Antonio Magliabechi wrote Letter L-435 to Leeuwenhoek in early 1705 about reactions in Florence and Rome to his experiments with silver and diamonds

Date: 
March 10, 1705
L-number: 
L-435

This letter is known only by reference in the English translation of a lost manuscript.

In this letter, Magliabechi told Leeuwenhoek that he is sending a book and that he showed Leeuwenhoek’s last letter about silver and diamonds to important religious and political people in Florence and Rome.

The letter about silver dissolved in aqua fortis, Letter 256 L-435 of 12 March 1705, Collected Letters, vol. 15, is L.’s last known letter to Magliabechi. Because L. generally responded promptly to Magliabechi’s letters, he was likely replying to a letter written to him early 1705.

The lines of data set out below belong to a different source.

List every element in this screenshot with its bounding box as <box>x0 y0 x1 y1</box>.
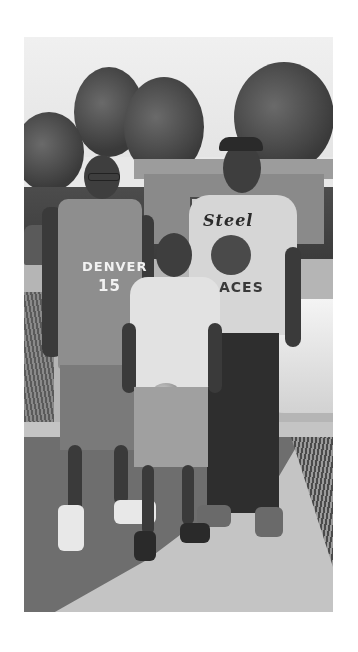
jersey-number: 15 <box>98 277 121 295</box>
right-man-arm <box>285 247 301 347</box>
shirt-text-top: Steel <box>203 211 253 230</box>
child-head <box>156 233 192 277</box>
photograph: DENVER 15 Steel ACES <box>24 37 333 612</box>
left-man-shoe <box>58 505 84 551</box>
child-shoe <box>180 523 210 543</box>
child-leg <box>182 465 194 525</box>
center-child <box>122 233 232 573</box>
child-shoe <box>134 531 156 561</box>
cap-icon <box>219 137 263 151</box>
child-arm <box>208 323 222 393</box>
glasses-icon <box>88 173 120 181</box>
child-arm <box>122 323 136 393</box>
right-man-shoe <box>255 507 283 537</box>
child-shorts <box>134 387 208 467</box>
child-leg <box>142 465 154 535</box>
child-shirt <box>130 277 220 387</box>
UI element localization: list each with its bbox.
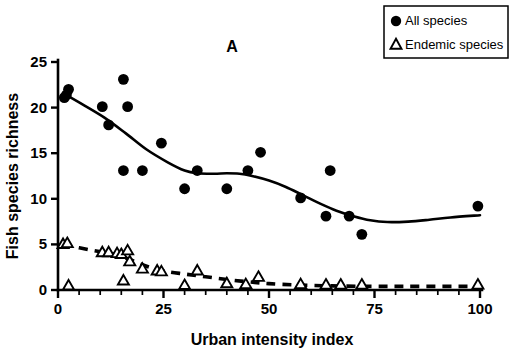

It is not known what book Magliabechi sent to L.

It is possible that this letter was referred to by Magliabechi in a letter to Jacob Gronovius on 3 October 1704. At the end, Magliabechi wrote, “Included here, I send two of my letters to you begging you, reverently, for sure return. The one for Mr. Leeuwehoek, I send it to you but without sealing it, so that you can see the literary news. I sealed the other for Mr. Bayle, because it contains the same literary novelties that I wrote to Mr. Leeuwehoek. Again I pray to you to deign to send these two letters of mine, to these two gentlemen, safely.” Source: Ludwig Maximilians-Universiteit Munchen, Cod 4° Cod. Msc 777, f. 93. However, Letter L-452 does not mention any book news.

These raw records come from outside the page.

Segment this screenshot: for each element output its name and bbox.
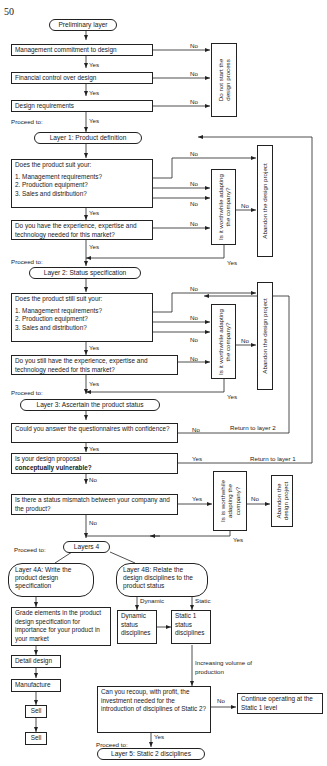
vulnerable-line2: conceptually vulnerable? [15,464,174,473]
no-label: No [190,42,198,49]
question-item: 3. Sales and distribution? [15,190,149,199]
confidence-question: Could you answer the questionnaires with… [11,423,178,443]
layer4b-node: Layer 4B: Relate the design disciplines … [116,563,208,597]
layer1-node: Layer 1: Product definition [34,132,142,144]
do-not-start-box: Do not start the design process [211,43,237,117]
no-label: No [89,519,97,526]
no-label: No [190,220,198,227]
question-item: 1. Management requirements? [15,173,149,182]
layer2-node: Layer 2: Status specification [29,267,141,279]
no-label: No [241,202,249,209]
layer1-suit-question: Does the product suit your: 1. Managemen… [11,159,153,208]
proceed-to-label: Proceed to: [11,118,43,125]
no-label: No [190,355,198,362]
detail-design-box: Detail design [11,655,61,668]
worthwhile-text: Is it worthwhile adapting the company? [216,307,231,377]
no-label: No [251,495,259,502]
continue-static1-box: Continue operating at the Static 1 level [237,693,323,714]
no-label: No [190,180,198,187]
layer1-experience-question: Do you have the experience, expertise an… [11,220,153,240]
question-item: 3. Sales and distribution? [15,324,149,333]
proceed-to-label: Proceed to: [96,741,128,748]
layer3-abandon-box: Abandon the design project [271,475,293,527]
recoup-question: Can you recoup, with profit, the investm… [97,686,211,733]
layers4-node: Layers 4 [63,541,110,553]
abandon-text: Abandon the design project [261,163,268,238]
yes-label: Yes [227,393,237,400]
financial-control-box: Financial control over design [11,72,153,84]
yes-label: Yes [154,733,164,740]
question-intro: Does the product still suit your: [15,295,149,304]
design-requirements-box: Design requirements [11,100,153,112]
yes-label: Yes [192,455,202,462]
layer2-suit-question: Does the product still suit your: 1. Man… [11,293,153,342]
layer1-abandon-box: Abandon the design project [257,145,273,257]
grade-elements-box: Grade elements in the product design spe… [11,607,111,646]
no-label: No [241,337,249,344]
vulnerable-line1: Is your design proposal [15,455,174,464]
layer4a-node: Layer 4A: Write the product design speci… [8,563,94,597]
layer3-worthwhile-box: Is is worthwhile adapting the company? [213,471,247,531]
static1-status-box: Static 1 status disciplines [171,610,211,644]
abandon-text: Abandon the design project [275,477,290,525]
layer2-worthwhile-box: Is it worthwhile adapting the company? [211,304,236,379]
worthwhile-text: Is is worthwhile adapting the company? [219,473,241,529]
yes-label: Yes [89,117,99,124]
dynamic-status-box: Dynamic status disciplines [117,610,157,644]
no-label: No [89,476,97,483]
no-label: No [190,336,198,343]
proceed-to-label: Proceed to: [14,546,46,553]
no-label: No [190,150,198,157]
yes-label: Yes [227,259,237,266]
yes-label: Yes [89,209,99,216]
yes-label: Yes [192,495,202,502]
worthwhile-text: Is it worthwhile adapting the company? [216,172,231,242]
static-label: Static [195,597,210,604]
yes-label: Yes [89,89,99,96]
no-label: No [190,98,198,105]
layer5-node: Layer 5: Static 2 disciplines [97,748,205,760]
yes-label: Yes [89,380,99,387]
abandon-text: Abandon the design project [261,298,268,373]
no-label: No [190,285,198,292]
no-label: No [190,200,198,207]
layer1-worthwhile-box: Is it worthwhile adapting the company? [211,169,236,245]
connector-lines [0,0,327,766]
yes-label: Yes [89,445,99,452]
yes-label: Yes [233,536,243,543]
no-label: No [192,426,200,433]
return-to-layer2-label: Return to layer 2 [230,424,276,431]
question-item: 2. Production equipment? [15,181,149,190]
manufacture-box: Manufacture [11,679,61,692]
sell-box-2: Sell [25,732,47,745]
mismatch-question: Is there a status mismatch between your … [11,494,178,515]
management-commitment-box: Management commitment to design [11,44,153,56]
do-not-start-text: Do not start the design process [217,50,232,110]
sell-box-1: Sell [25,705,47,718]
proceed-to-label: Proceed to: [11,389,43,396]
vulnerable-question: Is your design proposal conceptually vul… [11,453,178,474]
dynamic-label: Dynamic [140,597,164,604]
return-to-layer1-label: Return to layer 1 [250,455,296,462]
no-label: No [190,314,198,321]
question-item: 2. Production equipment? [15,315,149,324]
question-intro: Does the product suit your: [15,161,149,170]
proceed-to-label: Proceed to: [11,258,43,265]
layer2-experience-question: Do you still have the experience, expert… [11,355,178,375]
page-number: 50 [4,6,14,17]
yes-label: Yes [89,344,99,351]
increasing-volume-label: Increasing volume of production [195,658,265,676]
question-item: 1. Management requirements? [15,307,149,316]
yes-label: Yes [89,61,99,68]
no-label: No [190,70,198,77]
no-label: No [217,697,225,704]
layer2-abandon-box: Abandon the design project [257,282,273,390]
preliminary-layer-node: Preliminary layer [49,19,117,31]
layer3-node: Layer 3: Ascertain the product status [20,399,160,411]
yes-label: Yes [89,243,99,250]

After Pieter Rabus died in 1702, L. had nowhere to send Magliabechi’s book news for publication, so any book news is lost.

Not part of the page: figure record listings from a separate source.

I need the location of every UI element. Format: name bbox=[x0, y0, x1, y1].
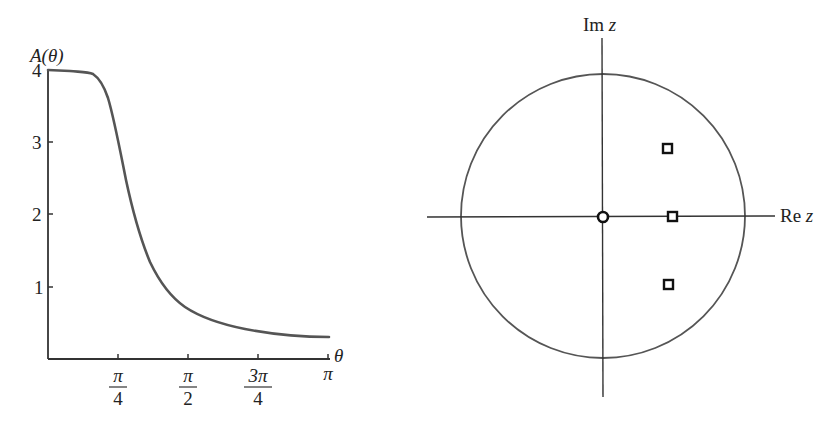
y-tick-label: 2 bbox=[32, 204, 42, 225]
x-tick-label-pi: π bbox=[323, 363, 333, 384]
pole-marker-lower bbox=[664, 280, 673, 289]
svg-text:3π: 3π bbox=[247, 365, 268, 386]
real-axis-label: Re z bbox=[780, 205, 814, 226]
pole-zero-plot: Im z Re z bbox=[427, 14, 814, 397]
y-axis-label: A(θ) bbox=[28, 45, 64, 67]
svg-text:4: 4 bbox=[113, 388, 123, 409]
svg-text:4: 4 bbox=[253, 388, 263, 409]
svg-text:π: π bbox=[183, 365, 193, 386]
svg-text:2: 2 bbox=[183, 388, 193, 409]
pole-marker-upper bbox=[663, 144, 672, 153]
amplitude-curve bbox=[48, 70, 329, 337]
y-tick-label: 3 bbox=[32, 132, 42, 153]
svg-text:π: π bbox=[113, 365, 123, 386]
amplitude-plot: 4 3 2 1 A(θ) π 4 π 2 3π 4 π θ bbox=[28, 45, 343, 409]
y-tick-label: 1 bbox=[34, 277, 44, 298]
imag-axis-label: Im z bbox=[583, 14, 617, 35]
zero-marker bbox=[598, 212, 608, 222]
x-tick-label-pi-2: π 2 bbox=[179, 365, 197, 409]
figure: 4 3 2 1 A(θ) π 4 π 2 3π 4 π θ Im z bbox=[0, 0, 833, 422]
x-tick-label-3pi-4: 3π 4 bbox=[244, 365, 272, 409]
pole-marker-real bbox=[668, 212, 677, 221]
x-axis-label: θ bbox=[334, 345, 343, 366]
x-tick-label-pi-4: π 4 bbox=[109, 365, 127, 409]
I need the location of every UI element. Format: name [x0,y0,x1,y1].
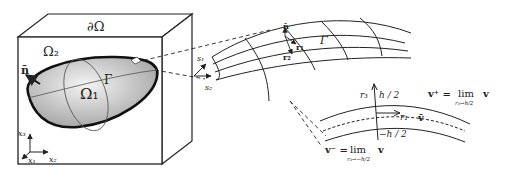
patch-vectors [285,28,296,54]
surface-patch [212,18,411,101]
axis-x1-label: x₁ [28,156,36,165]
s1-label: s₁ [197,54,204,63]
v-plus-formula: v⁺ = lim r₃→h/2 v [427,88,490,106]
axis-x3-label: x₃ [18,129,26,138]
v-plus-rhs: v [482,88,490,99]
outer-domain-label: Ω₂ [43,44,59,59]
normal-label: n̄ [21,64,29,77]
patch-normal-label: n̄ [283,21,289,31]
boundary-label: ∂Ω [87,19,105,34]
tangent-r2-label: r₂ [283,52,291,62]
surface-coordinate-axes [194,64,211,76]
s2-label: s₂ [205,83,212,92]
diagram-canvas: ∂Ω Ω₂ Ω₁ Γ n̄ x₃ x₁ x₂ n̄ r₁ r₂ Γ s₁ [0,0,508,178]
v-bar-label: v̄ [417,112,425,123]
inner-domain-label: Ω₁ [80,85,98,103]
v-minus-rhs: v [377,144,385,155]
v-plus-lhs: v⁺ = [427,88,451,99]
h-minus-label: −h / 2 [379,129,407,139]
interface-label: Γ [104,73,112,87]
axis-x2-label: x₂ [49,155,57,164]
v-plus-lim: lim [458,88,474,99]
tangent-r1-label: r₁ [296,42,304,52]
v-minus-formula: v⁻ = lim r₃→−h/2 v [324,144,385,162]
r3-label: r₃ [360,90,368,100]
r1-label: r₁ [400,112,408,122]
patch-interface-label: Γ [319,34,328,47]
h-plus-label: h / 2 [379,90,400,100]
v-plus-sub: r₃→h/2 [455,100,474,106]
v-minus-sub: r₃→−h/2 [347,156,370,162]
v-minus-lhs: v⁻ = [324,144,348,155]
v-minus-lim: lim [350,144,366,155]
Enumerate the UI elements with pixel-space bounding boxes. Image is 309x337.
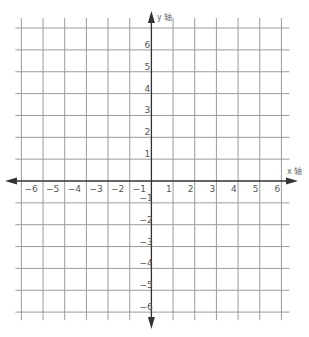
- x-axis-right-arrow-icon: [286, 178, 298, 185]
- y-tick-label: −5: [139, 280, 152, 290]
- x-tick-label: −6: [24, 184, 38, 194]
- x-tick-label: −2: [111, 184, 124, 194]
- x-axis-left-arrow-icon: [5, 178, 17, 185]
- y-tick-label: −6: [139, 302, 153, 312]
- tick-labels: −6−5−4−3−2−1123456−6−5−4−3−2−1123456: [24, 40, 280, 312]
- y-axis-label: y 轴: [157, 12, 172, 22]
- x-axis-label: x 轴: [287, 166, 302, 176]
- x-tick-label: 1: [166, 184, 172, 194]
- grid-lines: [15, 18, 289, 320]
- y-axis-top-arrow-icon: [148, 11, 155, 23]
- y-tick-label: 2: [144, 127, 150, 137]
- x-tick-label: −4: [68, 184, 82, 194]
- y-tick-label: −1: [139, 193, 152, 203]
- x-tick-label: 4: [231, 184, 237, 194]
- x-tick-label: 6: [274, 184, 280, 194]
- x-tick-label: 3: [209, 184, 215, 194]
- y-tick-label: −2: [139, 215, 152, 225]
- y-axis-bottom-arrow-icon: [148, 317, 155, 329]
- y-tick-label: −3: [139, 237, 152, 247]
- coordinate-plane: −6−5−4−3−2−1123456−6−5−4−3−2−1123456 y 轴…: [0, 0, 309, 337]
- y-tick-label: 4: [144, 84, 150, 94]
- x-tick-label: 5: [253, 184, 259, 194]
- y-tick-label: 6: [144, 40, 150, 50]
- x-tick-label: 2: [188, 184, 194, 194]
- y-tick-label: −4: [139, 258, 153, 268]
- y-tick-label: 1: [144, 149, 150, 159]
- y-tick-label: 5: [144, 62, 150, 72]
- x-tick-label: −3: [89, 184, 102, 194]
- y-tick-label: 3: [144, 105, 150, 115]
- x-tick-label: −5: [46, 184, 59, 194]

Pierre Bayle (1647-1706) was a French philosopher, author, and lexicographer who lived and taught in Rotterdam after 1680. Gronovious, living in Leiden, would have easily been able to forward both letters, if not deliver them personally.

Document: 

Letter L-452 of 17 May 1707 to John Chamberlayne

Signior Antony Magliabechi writes me from Florence, yt he is sending me a book, for ye wch I also returned him many thanks & besides my observations of silver dissolved in aqua fort. and how that in the aqua fortis thus impregnated with silver, some silver particles were coagulated again and became as transparent as glass being of a sharp and hexangular figure, like diamonds and I give him my reasons also, that diamonds never grow, but are coagulated in the beginning, and are at first of the same magnitude as when they are discover’d. The said gentleman has not only given my letter to be read by several at Florence, but sent it also to Rome, to be perused there by several prelates and nobles.